RED OAK, IOWA -- Outside a candidate's event in Council Bluffs, as the wind was blowing in bitter cold from Nebraska, I witnessed my first ugly moment of the Iowa caucuses. A 19-year-old local man, Steve Bertelson, was standing outside on the sidewalk, shivering visibly, silently holding a sign with a scrawled slogan about the 1 percent. As people left the event, several turned on him, shouting angrily just steps away from him as he absorbed the abuse without saying anything. Why didn't he go across the river to Omaha and bother Warren Buffett instead, shouted one man. Better yet, hollered another, Bertelson should go bother George Soros. Had he heard of him? "Soros! S-O-R-O-S!"
Which arch-conservative candidate was drawing such a crowd? Rick Santorum? Ron Paul? Rick Perry? Michele Bachmann? Nope, nope, nope, nope. It was the moderate, Mitt Romney. The moment hinted at what strikes me as a common misconception in the national coverage of the primaries. In Frank Rich's latest column for New York magazine, he warns of the unreconcilable extremism of the 75 percent of Republican voters who are not yet ready to fall in line behind Romney. No doubt, there's an element of truth to this generalization -- what remains of the old-line, moderate Republican establishment has by and large fallen in line behind Romney. But out here in Iowa, the picture looks more complicated. Plenty of Republican voters who are unsure about Romney feel that way not necessarily because he is insufficiently wild-eyed for their tastes, but also because he simply rubs them the wrong way, is hard to relate to or seems less than entirely sincere. And those who are supporting Romney are not necessarily milquetoast moderates who like him for his presumed technocratic competence -- plenty of them are the really hard-core partisans who prefer him because they see him as the most likely to ground Barack Hussein Obama into the dust, like the older lady from Sioux City I quoted earlier, who calls Obama "frightening."
Looking at the choice this way perhaps helps explain the late Santorum wave. Santorum may possess the full culture-warrior outlook, as I described in a recent dispatch, but he is is not exactly breathing fire on the trail. What is striking about his campaign persona, in fact, is how humdrum he is. Not charismatic, exactly -- he reacts to voters' praise and encouragement with a mild nod or swallowed thank you, without any of Mike Huckabee's bonhomie. But he is, for an ideologue with a problematic internet trail, surprisingly normal in his affect. Unlike Romney and even the nouveau-riche Perry in his fancy suits, Santorum comes across as distinctly middle-class, with the hint of a duck-tail tuft of hair at the nape of his neck, a slightly lumbering walk and, above all, those sweater vests. He arrives at events in the same Dodge Ram he's been driving around Iowa for weeks, while Romney and now even Paul zip around in private jets. For those in the know, there is the added fact of Santorum's young daughter's disability. "I've been telling people for a long time that Santorum's going to be the surprise in this race," said Marlys Popma, a longtime leader of the anti-abortion movement in Iowa who stayed uncommitted this race. "He's been in people's living rooms, he's taken the process seriously." Standing in contrast is Romney, with his five flawless sons and 16 grandkids, and his wife Ann, whose way of humanizing him is to declare, as she did in Council Bluffs, that he is pretty much perfect: "I can promise you that his character is exemplary that the's always done the right thing in his life, in every respect." Well, isn't that nice.
Which is how you end up with Santorum supporters like Pamela and Brett Dougherty, whom I met at his event in Marshalltown. By the standards of the pollsters and punditocracy, they would qualify as arch-conservatives -- adamantly anti-abortion, and in Brett's case, borderline libertarian on other issues. But they offered a far more deliberative take on their choice than the curt "Obama's gotta go" responses one tends to get from Romney supporters." Pamela Dougherty, a nurse at a dialysis center, said she liked Santorum because "he seems pretty genuine. I like him because my morals fit closely with his. America is a country in decline; there's no place left for morality. This is the first year I feel a giant need to do what I'm doing" by getting involved in the caucus. As for Romney, she said, "he waffles," on abortion and other issues. They agree with Santorum and Romney that the country is edging toward a European-style welfare state under Obama, but find Santorum's moral argument -- that the welfare state undermines the family and erodes self-reliance -- more credible than Romney's business-minded objection.
For them, Romney's business success holds no particular appeal; whereas at Romney events, one finds people who positively glory in his outsized riches from Bain Capital -- not despite the fact that it involved shrinking companies along the way but because of it. "That's the way America lives," said Ken Schatz, a lawyer at Romney's Sioux City event, whose daughter and son both work in finance. "If it wasn't for the private sector doing its thing, they wouldn't have a job. Yeah, it's bad [laying people off], but it also makes jobs for the future."
Just some things to keep in mind as the spinmeisters and scorekeepers warm up their vocal chords for tomorrow night.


Exercise brief: Down to the last line, repeat the entries exactly and drop any image.

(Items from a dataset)
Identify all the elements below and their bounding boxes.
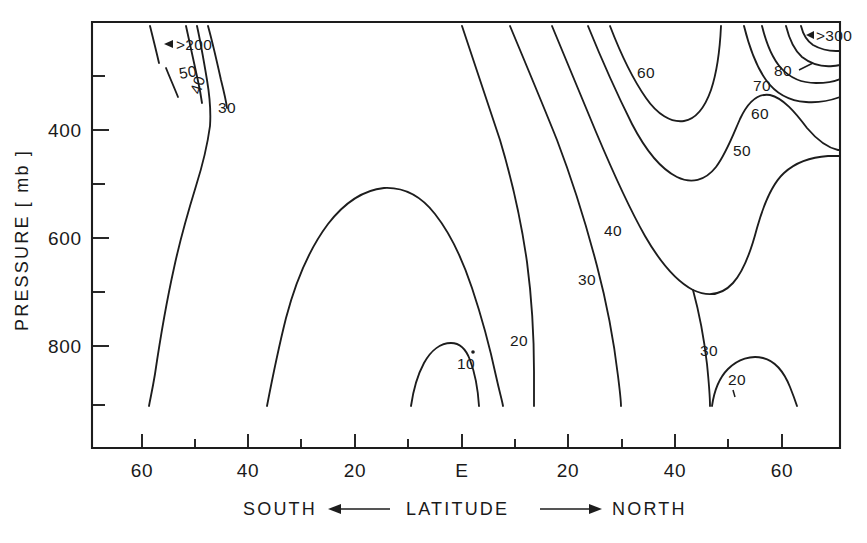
chart-svg: 400 600 800 PRESSURE [ mb ] 60 40 20 E 2… — [0, 0, 867, 543]
arrow-right-icon — [540, 504, 602, 514]
x-axis-title-center: LATITUDE — [406, 499, 509, 519]
x-axis-title-group: SOUTH LATITUDE NORTH — [243, 499, 687, 519]
label-dot-10 — [471, 350, 475, 354]
y-ticklabel-400: 400 — [48, 120, 82, 141]
contour-label-60-right: 60 — [751, 105, 769, 122]
contour-label-80-group: 80 — [774, 62, 813, 79]
x-ticklabel-equator: E — [455, 460, 468, 481]
label-tail-80 — [799, 63, 813, 70]
contour-label-20-bottom-right: 20 — [728, 371, 746, 388]
contour-50-south — [166, 68, 178, 97]
x-axis-title-north: NORTH — [612, 499, 687, 519]
contour-20-north-flank — [462, 26, 534, 406]
contour-label-gt300-group: >300 — [806, 27, 852, 44]
contour-label-70: 70 — [753, 77, 771, 94]
contour-30-north-flank — [510, 26, 621, 406]
contour-label-20-center: 20 — [510, 332, 528, 349]
x-ticklabel-60-north: 60 — [771, 460, 794, 481]
y-axis-tick-labels: 400 600 800 — [48, 120, 82, 357]
contour-40-north-kink — [552, 26, 840, 294]
contour-60-north-trough — [610, 26, 721, 121]
contour-50-north-wavy — [588, 26, 840, 181]
contour-label-30-south: 30 — [218, 99, 236, 116]
x-axis-tick-labels: 60 40 20 E 20 40 60 — [131, 460, 794, 481]
contour-label-10-center: 10 — [457, 355, 475, 372]
contour-label-40-center: 40 — [604, 222, 622, 239]
y-axis-ticks — [92, 76, 109, 405]
x-ticklabel-20-north: 20 — [557, 460, 580, 481]
contour-label-gt200-group: >200 — [164, 36, 212, 53]
contour-label-60-top: 60 — [637, 64, 655, 81]
contour-label-30-bottom-right: 30 — [700, 342, 718, 359]
contour-10-equatorial-dome — [411, 343, 479, 406]
y-ticklabel-600: 600 — [48, 228, 82, 249]
contour-label-gt200: >200 — [176, 36, 212, 53]
contour-labels: >200 50 40 30 60 >300 80 70 60 50 40 30 … — [164, 27, 852, 397]
x-axis-ticks — [142, 434, 782, 448]
y-ticklabel-800: 800 — [48, 336, 82, 357]
contour-label-50-right: 50 — [733, 142, 751, 159]
contour-label-80: 80 — [774, 62, 792, 79]
contour-label-gt300: >300 — [816, 27, 852, 44]
x-ticklabel-40-north: 40 — [664, 460, 687, 481]
contour-label-30-center: 30 — [578, 271, 596, 288]
x-ticklabel-40-south: 40 — [237, 460, 260, 481]
x-ticklabel-60-south: 60 — [131, 460, 154, 481]
gt-marker-icon — [164, 40, 173, 48]
contour-gt200-south — [150, 26, 159, 63]
arrow-left-icon — [328, 504, 390, 514]
contour-chart-figure: 400 600 800 PRESSURE [ mb ] 60 40 20 E 2… — [0, 0, 867, 543]
y-axis-title-group: PRESSURE [ mb ] — [12, 149, 32, 331]
x-axis-title-south: SOUTH — [243, 499, 317, 519]
contour-20-tropical-dome — [267, 188, 503, 406]
gt-marker-icon-2 — [806, 31, 814, 39]
contour-label-20-br-group: 20 — [728, 371, 746, 397]
y-axis-title: PRESSURE [ mb ] — [12, 149, 32, 331]
label-tail-20br — [733, 390, 735, 397]
contour-20-northeast-dome — [712, 357, 797, 406]
x-ticklabel-20-south: 20 — [344, 460, 367, 481]
contour-lines — [149, 26, 840, 406]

Response to the task:
Identify all the elements below and their bounding boxes.
chart-svg: 400 600 800 PRESSURE [ mb ] 60 40 20 E 2… — [0, 0, 867, 543]
arrow-right-icon — [540, 504, 602, 514]
x-axis-title-center: LATITUDE — [406, 499, 509, 519]
x-axis-title-group: SOUTH LATITUDE NORTH — [243, 499, 687, 519]
label-dot-10 — [471, 350, 475, 354]
y-ticklabel-400: 400 — [48, 120, 82, 141]
contour-label-60-right: 60 — [751, 105, 769, 122]
contour-label-80-group: 80 — [774, 62, 813, 79]
x-ticklabel-equator: E — [455, 460, 468, 481]
label-tail-80 — [799, 63, 813, 70]
contour-label-20-bottom-right: 20 — [728, 371, 746, 388]
contour-50-south — [166, 68, 178, 97]
x-axis-title-north: NORTH — [612, 499, 687, 519]
contour-20-north-flank — [462, 26, 534, 406]
contour-label-gt300-group: >300 — [806, 27, 852, 44]
contour-label-70: 70 — [753, 77, 771, 94]
contour-30-north-flank — [510, 26, 621, 406]
contour-label-20-center: 20 — [510, 332, 528, 349]
x-ticklabel-60-north: 60 — [771, 460, 794, 481]
y-axis-tick-labels: 400 600 800 — [48, 120, 82, 357]
contour-40-north-kink — [552, 26, 840, 294]
contour-60-north-trough — [610, 26, 721, 121]
contour-50-north-wavy — [588, 26, 840, 181]
contour-label-30-south: 30 — [218, 99, 236, 116]
x-axis-tick-labels: 60 40 20 E 20 40 60 — [131, 460, 794, 481]
contour-label-10-center: 10 — [457, 355, 475, 372]
contour-label-40-center: 40 — [604, 222, 622, 239]
y-axis-ticks — [92, 76, 109, 405]
x-ticklabel-20-north: 20 — [557, 460, 580, 481]
contour-label-gt200-group: >200 — [164, 36, 212, 53]
contour-label-60-top: 60 — [637, 64, 655, 81]
contour-label-30-bottom-right: 30 — [700, 342, 718, 359]
contour-10-equatorial-dome — [411, 343, 479, 406]
y-ticklabel-600: 600 — [48, 228, 82, 249]
contour-label-gt200: >200 — [176, 36, 212, 53]
contour-labels: >200 50 40 30 60 >300 80 70 60 50 40 30 … — [164, 27, 852, 397]
x-axis-ticks — [142, 434, 782, 448]
y-ticklabel-800: 800 — [48, 336, 82, 357]
contour-label-50-right: 50 — [733, 142, 751, 159]
contour-label-80: 80 — [774, 62, 792, 79]
contour-label-gt300: >300 — [816, 27, 852, 44]
x-ticklabel-40-north: 40 — [664, 460, 687, 481]
contour-label-30-center: 30 — [578, 271, 596, 288]
x-ticklabel-40-south: 40 — [237, 460, 260, 481]
x-ticklabel-60-south: 60 — [131, 460, 154, 481]
gt-marker-icon — [164, 40, 173, 48]
contour-gt200-south — [150, 26, 159, 63]
arrow-left-icon — [328, 504, 390, 514]
contour-chart-figure: 400 600 800 PRESSURE [ mb ] 60 40 20 E 2… — [0, 0, 867, 543]
y-axis-title-group: PRESSURE [ mb ] — [12, 149, 32, 331]
x-axis-title-south: SOUTH — [243, 499, 317, 519]
contour-20-tropical-dome — [267, 188, 503, 406]
gt-marker-icon-2 — [806, 31, 814, 39]
contour-label-20-br-group: 20 — [728, 371, 746, 397]
y-axis-title: PRESSURE [ mb ] — [12, 149, 32, 331]
label-tail-20br — [733, 390, 735, 397]
contour-20-northeast-dome — [712, 357, 797, 406]
x-ticklabel-20-south: 20 — [344, 460, 367, 481]
contour-lines — [149, 26, 840, 406]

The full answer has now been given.